Did we become more religious?

Post by TheVisionofEr »

When the religious prejudice of the tag "AD" is swapped out for "CE," as in the bizarre and three times false statement which is these days a common place, the Battle of Hastings, AD 1066. A battle which did not take place in Hastings, but six miles away in a known location and was recorded properly in several chronicles, and which, even when measured by the year of the supposed Birth of Christ when measured against the reign of Augustus is flatly false as was the calendar involved and which in addition forces the mind to revolve around a peculiar moment when accounted for by a peculiar system of accounting for time. Now, in this transformation to CE, has one merely dug a ditch into a deeper shadow where one is all the more blind to commanding one's attention to a certain scope of time? And giving it a cosmic locus?

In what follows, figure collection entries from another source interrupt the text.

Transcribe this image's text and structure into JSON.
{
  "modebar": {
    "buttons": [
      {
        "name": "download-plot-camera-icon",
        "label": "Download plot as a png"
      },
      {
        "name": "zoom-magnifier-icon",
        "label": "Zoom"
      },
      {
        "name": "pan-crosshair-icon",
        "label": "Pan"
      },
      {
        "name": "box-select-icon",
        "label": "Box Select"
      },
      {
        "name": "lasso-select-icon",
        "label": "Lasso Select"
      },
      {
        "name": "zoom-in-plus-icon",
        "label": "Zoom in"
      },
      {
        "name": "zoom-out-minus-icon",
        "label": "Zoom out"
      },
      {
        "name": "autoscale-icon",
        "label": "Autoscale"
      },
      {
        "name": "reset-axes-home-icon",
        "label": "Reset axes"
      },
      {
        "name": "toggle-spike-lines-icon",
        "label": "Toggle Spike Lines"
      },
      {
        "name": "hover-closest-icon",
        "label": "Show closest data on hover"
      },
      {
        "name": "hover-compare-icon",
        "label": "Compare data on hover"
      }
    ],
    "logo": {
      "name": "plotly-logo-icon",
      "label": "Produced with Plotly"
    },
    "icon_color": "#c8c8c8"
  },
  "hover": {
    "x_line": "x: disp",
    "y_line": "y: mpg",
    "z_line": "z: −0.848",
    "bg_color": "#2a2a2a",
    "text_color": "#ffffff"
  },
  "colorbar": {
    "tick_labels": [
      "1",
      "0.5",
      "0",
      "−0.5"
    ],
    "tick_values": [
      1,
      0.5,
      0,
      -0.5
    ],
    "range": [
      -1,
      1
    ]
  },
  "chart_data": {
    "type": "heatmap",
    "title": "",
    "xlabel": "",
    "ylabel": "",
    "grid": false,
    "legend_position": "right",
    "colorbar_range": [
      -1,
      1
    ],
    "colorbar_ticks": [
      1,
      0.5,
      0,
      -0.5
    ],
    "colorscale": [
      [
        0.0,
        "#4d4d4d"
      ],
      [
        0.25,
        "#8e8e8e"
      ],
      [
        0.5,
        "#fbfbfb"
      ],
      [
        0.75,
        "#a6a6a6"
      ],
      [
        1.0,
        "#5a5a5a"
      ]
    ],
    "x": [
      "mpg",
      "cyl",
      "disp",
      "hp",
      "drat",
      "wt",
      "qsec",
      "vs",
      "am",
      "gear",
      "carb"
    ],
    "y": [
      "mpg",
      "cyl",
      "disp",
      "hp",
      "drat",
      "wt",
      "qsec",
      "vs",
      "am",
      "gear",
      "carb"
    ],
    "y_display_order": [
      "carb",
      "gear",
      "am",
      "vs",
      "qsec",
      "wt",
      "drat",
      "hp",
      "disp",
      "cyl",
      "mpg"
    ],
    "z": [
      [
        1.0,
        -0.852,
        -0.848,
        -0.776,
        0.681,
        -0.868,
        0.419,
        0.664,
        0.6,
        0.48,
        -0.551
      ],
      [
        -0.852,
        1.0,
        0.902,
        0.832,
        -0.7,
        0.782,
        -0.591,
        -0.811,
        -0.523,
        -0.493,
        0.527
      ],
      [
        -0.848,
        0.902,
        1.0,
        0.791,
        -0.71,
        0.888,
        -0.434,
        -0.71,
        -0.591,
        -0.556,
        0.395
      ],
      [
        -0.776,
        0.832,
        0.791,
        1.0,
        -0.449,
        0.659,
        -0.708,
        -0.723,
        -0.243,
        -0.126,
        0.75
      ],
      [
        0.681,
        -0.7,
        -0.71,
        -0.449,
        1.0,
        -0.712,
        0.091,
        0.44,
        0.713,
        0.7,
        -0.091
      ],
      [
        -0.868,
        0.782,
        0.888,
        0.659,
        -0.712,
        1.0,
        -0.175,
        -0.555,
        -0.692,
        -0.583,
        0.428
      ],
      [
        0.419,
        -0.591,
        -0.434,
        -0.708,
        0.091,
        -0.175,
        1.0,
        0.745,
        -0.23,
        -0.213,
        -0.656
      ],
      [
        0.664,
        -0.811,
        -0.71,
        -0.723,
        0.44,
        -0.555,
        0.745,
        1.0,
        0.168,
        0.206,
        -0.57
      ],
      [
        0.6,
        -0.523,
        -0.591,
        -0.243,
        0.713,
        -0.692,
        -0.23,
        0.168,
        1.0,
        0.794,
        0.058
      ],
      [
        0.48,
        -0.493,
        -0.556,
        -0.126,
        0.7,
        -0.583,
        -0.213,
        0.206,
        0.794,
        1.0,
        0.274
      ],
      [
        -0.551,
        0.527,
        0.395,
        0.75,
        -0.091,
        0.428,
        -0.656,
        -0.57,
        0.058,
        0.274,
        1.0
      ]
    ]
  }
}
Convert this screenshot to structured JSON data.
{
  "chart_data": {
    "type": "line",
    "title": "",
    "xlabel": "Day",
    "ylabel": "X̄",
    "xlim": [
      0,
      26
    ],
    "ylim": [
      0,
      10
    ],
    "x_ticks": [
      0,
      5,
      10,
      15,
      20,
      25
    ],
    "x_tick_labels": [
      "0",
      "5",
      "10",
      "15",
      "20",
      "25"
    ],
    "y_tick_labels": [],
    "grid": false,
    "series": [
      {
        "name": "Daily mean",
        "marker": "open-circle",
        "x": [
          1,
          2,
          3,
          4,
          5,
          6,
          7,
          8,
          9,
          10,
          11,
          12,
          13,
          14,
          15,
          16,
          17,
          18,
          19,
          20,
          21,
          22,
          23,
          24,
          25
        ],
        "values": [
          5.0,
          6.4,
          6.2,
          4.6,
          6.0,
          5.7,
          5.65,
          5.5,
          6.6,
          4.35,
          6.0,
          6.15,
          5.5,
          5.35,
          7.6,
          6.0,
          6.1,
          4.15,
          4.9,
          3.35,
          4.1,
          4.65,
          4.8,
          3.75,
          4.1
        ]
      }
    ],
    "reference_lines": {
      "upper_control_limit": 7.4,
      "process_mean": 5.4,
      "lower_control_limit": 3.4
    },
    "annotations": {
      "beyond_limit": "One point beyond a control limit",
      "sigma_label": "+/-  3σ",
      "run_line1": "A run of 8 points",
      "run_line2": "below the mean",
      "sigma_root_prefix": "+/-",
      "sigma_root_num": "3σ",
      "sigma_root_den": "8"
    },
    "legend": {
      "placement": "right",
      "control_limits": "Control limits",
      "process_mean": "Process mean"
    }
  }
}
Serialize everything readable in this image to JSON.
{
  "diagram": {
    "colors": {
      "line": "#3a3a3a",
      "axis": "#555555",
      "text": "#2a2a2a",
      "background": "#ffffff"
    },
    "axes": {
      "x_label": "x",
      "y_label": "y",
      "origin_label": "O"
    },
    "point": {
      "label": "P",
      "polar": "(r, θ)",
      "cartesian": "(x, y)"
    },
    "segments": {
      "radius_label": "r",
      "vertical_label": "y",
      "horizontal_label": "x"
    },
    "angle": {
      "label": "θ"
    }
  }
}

The old Roman meaning of the religione officii , or bounded duty was modified by the theological intervention into the received tradition. Today the notion of sacred duty is commonplace with political offices just as it always was. But, the duties are produced not by traditional customs as with the Romans, and not by theologians as in the 16th century wars. But, rather, by politicians and academics, as in the wars or "interventions" of the supposed universal code of human beings and their rights. However, this is only called universal. And in reality is not even generally accepted. Catholicism, it must be remembered, meant first of all the universal. And the Romans had universal ambitions as latter laid down in the little tract by a distant son in Dante.